Designed by Sasaki in collaboration with an interdisciplinary team including Arup, JLL, and the Wuhan Planning Institute, the Wuhan Yangchun Lake Business District master plan was approved by the city. Imagining “a progressive yet realistic vision for the district”, the project, a landscape-forward urban blueprint, will define Wuhan’s next generation of growth.
In this difficult time, Penta Real Estate is inviting local and foreign architects and architectural studios to participate in an open, international architectural and urban design competition. The aim of the competition is to find the best solution to complet the residential block in the western part of Prague's Vysočany. The scope of the project should be at least 280 residential units together with the amenities of commercial or non-commercial purpose (respectively 24,200 square meters of gross floor area). It is two round competition. The first round is open, it is qualifying. In order to participate in it, please first register and then hand over the portfolio - max. 9 pages. Applicants will indicate their previous experience, references and the overall concept of the proposal.
Floating hotels? Houses under bridges? Plug and play retail? Detachable aircraft pods?!
Do you think of crazy (read: ridiculous) ideas but brush them off? DON'T! If you love radical disruptions in the built environment, this project is for you. The Radical Design Project (RDP) is intended to be a collection of innovative ideas that trigger design thinking and, hopefully, generate fresh perspectives for the built environment.
It is not your responsibility to finish the work [of perfecting the world], but you are not free to desist from it either.” —Rabbi Tarfon
On a recent flight, a gentleman sitting next to me noticed, aloud, that I was reading a book about architecture. Daring to engage in a conversation with more than two hours of flight time left, I confessed that I not only read about, but also practice architecture. His next question, with the earnest tone of a newly minted grandfather, was whether architects were “solving the housing crisis.”

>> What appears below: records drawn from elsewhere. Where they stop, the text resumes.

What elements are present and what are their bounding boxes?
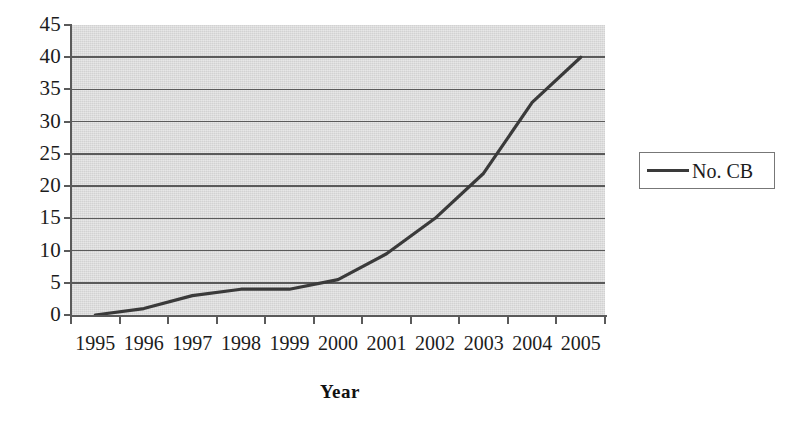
y-tick-mark (64, 153, 71, 155)
y-tick-mark (64, 24, 71, 26)
x-tick-mark (458, 316, 460, 324)
x-axis-title: Year (0, 381, 680, 403)
x-tick-mark (507, 316, 509, 324)
x-tick-mark (313, 316, 315, 324)
legend: No. CB (639, 152, 775, 189)
x-tick-mark (410, 316, 412, 324)
x-tick-mark (119, 316, 121, 324)
y-tick-mark (64, 88, 71, 90)
x-tick-mark (604, 316, 606, 324)
x-tick-label: 2005 (553, 332, 609, 354)
x-tick-mark (167, 316, 169, 324)
x-tick-mark (555, 316, 557, 324)
legend-entry-label: No. CB (692, 161, 753, 181)
legend-line-swatch-icon (647, 169, 689, 172)
y-tick-mark (64, 56, 71, 58)
line-chart: 051015202530354045 199519961997199819992… (0, 0, 803, 421)
y-tick-label: 5 (21, 272, 61, 293)
y-axis-line (70, 24, 72, 317)
y-tick-label: 40 (21, 46, 61, 67)
x-tick-mark (216, 316, 218, 324)
plot-area (71, 25, 605, 315)
x-axis-line (70, 315, 607, 317)
y-tick-label: 15 (21, 207, 61, 228)
y-tick-label: 30 (21, 111, 61, 132)
y-tick-mark (64, 217, 71, 219)
y-tick-label: 10 (21, 240, 61, 261)
y-tick-label: 45 (21, 14, 61, 35)
y-tick-label: 35 (21, 78, 61, 99)
y-tick-mark (64, 185, 71, 187)
y-tick-label: 20 (21, 175, 61, 196)
x-tick-mark (361, 316, 363, 324)
x-tick-mark (264, 316, 266, 324)
y-tick-label: 25 (21, 143, 61, 164)
series-line-no-cb (71, 25, 605, 315)
y-tick-mark (64, 282, 71, 284)
x-tick-mark (70, 316, 72, 324)
y-tick-label: 0 (21, 304, 61, 325)
y-tick-mark (64, 121, 71, 123)
y-tick-mark (64, 250, 71, 252)
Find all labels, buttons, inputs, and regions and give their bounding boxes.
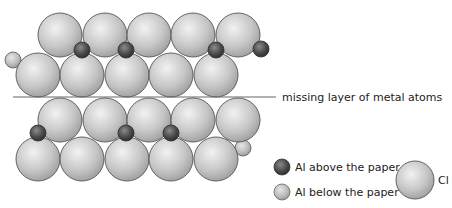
cl-atom <box>16 53 60 97</box>
aluminium-chloride-diagram: missing layer of metal atoms Al above th… <box>0 0 452 208</box>
legend-al-below-icon <box>274 184 290 200</box>
cl-atom <box>194 137 238 181</box>
legend-al-above-icon <box>274 159 290 175</box>
al-above-atom <box>74 42 90 58</box>
cl-back-row <box>38 13 260 57</box>
cl-atom <box>194 53 238 97</box>
legend: Al above the paper Al below the paper Cl <box>274 159 449 200</box>
cl-atom <box>105 53 149 97</box>
bottom-layer <box>16 98 260 181</box>
al-above-atom <box>253 41 269 57</box>
al-above-atom <box>118 125 134 141</box>
cl-atom <box>16 137 60 181</box>
cl-atom <box>149 53 193 97</box>
missing-layer-label: missing layer of metal atoms <box>282 91 443 104</box>
cl-back-row <box>38 98 260 142</box>
cl-front-row <box>16 137 238 181</box>
cl-atom <box>105 137 149 181</box>
legend-al-below-label: Al below the paper <box>295 186 399 199</box>
cl-front-row <box>16 53 238 97</box>
legend-cl-icon <box>396 161 434 199</box>
cl-atom <box>149 137 193 181</box>
cl-atom <box>216 98 260 142</box>
top-layer <box>5 13 269 97</box>
al-above-atom <box>163 125 179 141</box>
al-above-atom <box>30 125 46 141</box>
al-above-atom <box>118 42 134 58</box>
al-above-atom <box>208 42 224 58</box>
cl-atom <box>60 53 104 97</box>
legend-al-above-label: Al above the paper <box>295 161 400 174</box>
legend-cl-label: Cl <box>438 174 449 187</box>
cl-atom <box>60 137 104 181</box>
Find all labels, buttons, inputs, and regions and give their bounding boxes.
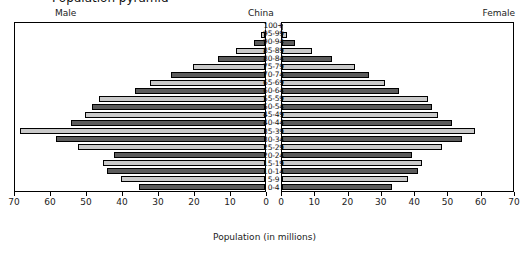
axis-tick [447,192,448,196]
bar-row [282,71,513,79]
bar [71,120,265,126]
axis-tick-label: 0 [263,197,269,207]
male-bar-rows [15,23,265,191]
bar-row [282,63,513,71]
axis-tick-label: 20 [342,197,353,207]
bar-row [15,39,265,47]
bar-row [15,103,265,111]
axis-tick [86,192,87,196]
bar-row [282,167,513,175]
bar [282,56,332,62]
bar-row [282,175,513,183]
bar [282,184,392,190]
bar [171,72,265,78]
bar [150,80,265,86]
chart-title: Population pyramid [52,0,169,5]
bar [193,64,265,70]
bar-row [282,119,513,127]
bar [282,152,412,158]
bar-row [282,55,513,63]
bar-row [282,87,513,95]
bar-row [282,183,513,191]
bar [282,96,428,102]
bar-row [15,159,265,167]
axis-tick-label: 60 [475,197,486,207]
axis-tick [194,192,195,196]
axis-tick-label: 60 [44,197,55,207]
bar-row [282,79,513,87]
bar [282,168,418,174]
bar [282,144,442,150]
bar [282,64,355,70]
axis-tick [281,192,282,196]
bar-row [15,71,265,79]
axis-tick-label: 10 [224,197,235,207]
axis-tick-label: 30 [152,197,163,207]
age-group-axis: 100+95-9990-9485-8980-8475-7970-7465-696… [266,22,281,192]
age-group-label: 0-4 [266,184,281,192]
axis-tick-label: 40 [116,197,127,207]
bar-row [15,87,265,95]
bar-row [282,127,513,135]
axis-tick [414,192,415,196]
axis-tick [481,192,482,196]
bar-row [15,175,265,183]
bar-row [282,95,513,103]
bar [85,112,265,118]
bar [218,56,265,62]
bar-row [282,159,513,167]
bar [56,136,265,142]
axis-tick-label: 0 [278,197,284,207]
bar-row [282,111,513,119]
male-x-axis: 706050403020100 [14,192,266,210]
axis-tick [314,192,315,196]
bar [282,104,432,110]
bar [282,128,475,134]
bar-row [282,143,513,151]
bar [139,184,265,190]
bar [135,88,265,94]
bar-row [15,119,265,127]
bar-row [15,143,265,151]
bar [114,152,265,158]
bar [282,120,452,126]
bar [92,104,265,110]
female-bar-rows [282,23,513,191]
bar [103,160,265,166]
bar-row [15,135,265,143]
bar-row [282,151,513,159]
axis-tick [14,192,15,196]
bar [121,176,265,182]
bar [282,160,422,166]
bar-row [15,167,265,175]
axis-tick-label: 50 [442,197,453,207]
bar-row [15,183,265,191]
bar-row [15,31,265,39]
bar-row [15,151,265,159]
bar-row [15,95,265,103]
bar-row [15,63,265,71]
bar-row [15,55,265,63]
axis-tick-label: 30 [375,197,386,207]
bar [236,48,265,54]
bar [99,96,265,102]
x-axis-title: Population (in millions) [0,232,529,242]
bar [282,48,312,54]
bar-row [15,23,265,31]
axis-tick-label: 70 [8,197,19,207]
male-side-label: Male [55,8,76,18]
axis-tick-label: 50 [80,197,91,207]
bar [282,136,462,142]
axis-tick [348,192,349,196]
axis-tick-label: 40 [408,197,419,207]
axis-tick [230,192,231,196]
bar [282,72,369,78]
bar [107,168,265,174]
age-group-label: 40-44 [266,119,281,127]
bar-row [282,31,513,39]
axis-tick-label: 10 [309,197,320,207]
bar-row [15,79,265,87]
bar-row [15,47,265,55]
bar [282,112,438,118]
axis-tick [122,192,123,196]
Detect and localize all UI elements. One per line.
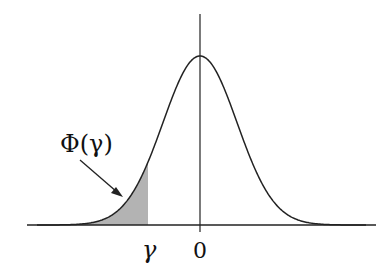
normal-distribution-diagram: Φ(γ) γ 0 xyxy=(0,0,391,279)
gamma-tick-label: γ xyxy=(142,236,157,264)
zero-tick-label: 0 xyxy=(193,238,207,263)
pointer-arrow xyxy=(80,160,117,192)
area-label: Φ(γ) xyxy=(60,130,113,158)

David Chipperfield Architects with Wirtz International Landscape Architects have won an urban competition in Berlin to convert the abandoned industrial and production site Georg-Knorr-Park into a lively residential and commercial neighborhood.
Today's designers have inherited unprecedented global challenges, a legacy which will require radically new ways of fashioning the buildings, places, and landscapes that harbor our diverse ways of life. The College of Environmental Design offers several introductory and advanced programs for those interested in confronting these challenges in the fields of architecture, landscape architecture and environmental planning, urban design, and sustainable city planning. Please visit UC Berkeley's Summer Programs website to view images of student work and learn more about the CED Summer experience.
Lateral Office, the Canadian experimental design practice that operates at the intersection of architecture, landscape, and urbanism, in partnership with CS Design, installed 12 seesaws in New York City's Garment District. The urban intervention will stay on display until the 31st of January 2020.
BIG unveiled its latest intervention, the Toyota Woven City, the company's first venture in Japan. Nestled at the foothills of Mt. Fuji, the project, in collaboration with Toyota Motor Corporation, is the world’s first urban incubator pushing forward the development and progress of mobility.
Used in Mexico City and in Reno, Nevada, Streetmix allows users to experiment and participate in the design of their streets. This bottom-up approach is a participatory tool that can include everyone in the decision making, without particular technical knowledge.
The Un-habitat or the United Nations agency for human settlements and sustainable urban development, whose primary focus is to deal with the challenges of rapid urbanization, has been developing innovative approaches in the urban design field, in order to encourage the active participation especially of children, women and underprivileged individuals.